Patricia Yang has seen a lot of poop. In her time studying the dynamics of bodily fluids, the award-winning scientist has witnessed her share of cows dumping watery pies, rodents dropping little pellets, and elephants passing big balls of dung.
None of that would ultimately prepare her for what she was about to lay her eyes on.
It was 2015, and Yang had just presented on a mathematical model for bowel movements. A scientist at the conference asked if her theory worked for wombats, too. Yang had never seen wombat droppings, and when she googled for pictures, she found herself looking at some of the oddest-shaped poo she'd ever seen.
The Australian mammal's faeces are shaped like little dark cubes, the only known prismatic poops in the world. In fact, wombats are the only animals scientists have found that can produce cubes naturally, and for the longest time, we had no idea how they were doing it.
Yang was immediately hooked. The mystery was an old one, but no one had done any hard investigations to find out what was really going on.
She and her lab supervisor at Georgia Tech, biomechanical engineer David Hu, decided to change that. In 2018, they finally got their hands on the intestine of a bare-nosed wombat (Vombatus ursinus).
The gut, which was carefully dissected by a scientist in Tasmania and shipped to the United States, showed a clear progression from muddy matter to a hard six-sided structure with sharp corners, almost like a 'gruesome Christmas ornament'.
It looked as though these cubes were forming even before the wombat pooped them out. Further CT scans on a live adult wombat confirmed this animal does not have a square-shaped anus; it's just as round as those of other animals, so the question remained: how do wombats excrete cubes?
As it turns out, it's all in the intestine.

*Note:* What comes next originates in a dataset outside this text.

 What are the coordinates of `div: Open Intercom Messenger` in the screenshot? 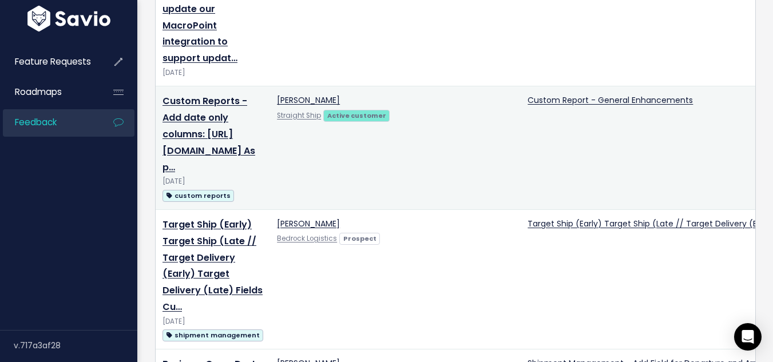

Using two new wombat dissections and mathematical models, Yang and her colleagues have now figured out how wombats actually poo prisms.
The first thing you need to know is that the wombat intestine is unusually long, up to nine metres in length. Compared to humans, it takes these metre-long creatures several times longer to suck all the nutrition and water out of their food, sometimes up to five days.
As a result, wombat poos are nearly twice as dry as human poos, and that could be what helps the marsupial survive droughts in the Australian bush. This lengthy process probably also helps their poo form more concrete shapes.
Just by looking at the wombat intestine, you can clearly see the gradual transition from a "yellow-green slurry of digesta", as the authors so bluntly put it, to a dry cube with "beveled edges and flat faces".
Using a balloon to blow up certain parts of the intestine, researchers noticed varying levels of thickness and stiffness in some of the tissue and muscle.
Practically, this meant parts of the intestine's circumference were contracting differently, in part due to different muscle thickness. The tight parts contracted quickly, pushing the poo harder, while the softer parts contracted more slowly, moulding corners.
Creating a simple model of the intestine, the authors found corners formed in less than 10 contraction cycles.
"With contractions occurring every couple of seconds over a time of five days, the faeces actually experience on the order of 100,000 contractions," the team writes.
Enough of these contractions could plausibly form a series of cubes in the latter end of the wombat's intestine when poo is most dried out. Dissections show cubes are formed only within the last 17 percent of the intestine. (In 2018, the team thought it was the last 8 percent).
It's almost like baking a cake, Hu explains. The batter starts out wet and sloppy, drying out over time as it's heated up in the oven. As it butts up against the edge of the cake tin, it begins to form corners and flat surfaces. Most of the solidifying happens right at the end.
Wombats, incidentally, squeeze out nearly 100 of these six-sided brownies every day.
Exactly why they do this is a whole other mystery. Wombats don't have great eyesight and so they use their droppings to communicate with one another. As such, they like to poop on rocks, logs or other elevated places to make their message more visible.
The cube shape might therefore assist poo-stacking. Rounder faeces, after all, tend to roll away.
But that's just one idea. Another is that the six-sided structure of wombat poo allows for a greater surface area to increase the dispersal of the animal's scent, which can convey social messages or reproductive status.
Other scientists think we're reading too much into it. The cube-shaped poo is probably just a result of it being dehydrated in the gut, they argue. In zoos and wildlife parks, for instance, where wombats are well hydrated, wombat poo is much less defined.
There's clearly a lot we still need to know about wombat poo, but Randy Ewoldt, the mechanical engineer who first brought the mystery to Yang and Hu's attention five years ago, told ScienceAlert he's impressed with their progress.
"The authors demonstrate heroic efforts and a collaboration covering opposite sides of the globe," Ewoldt said in an email. "One wonders: who else could squeeze such interdisciplinary work into this multifaceted contribution?"
Who indeed.
The study was published in Soft Matter.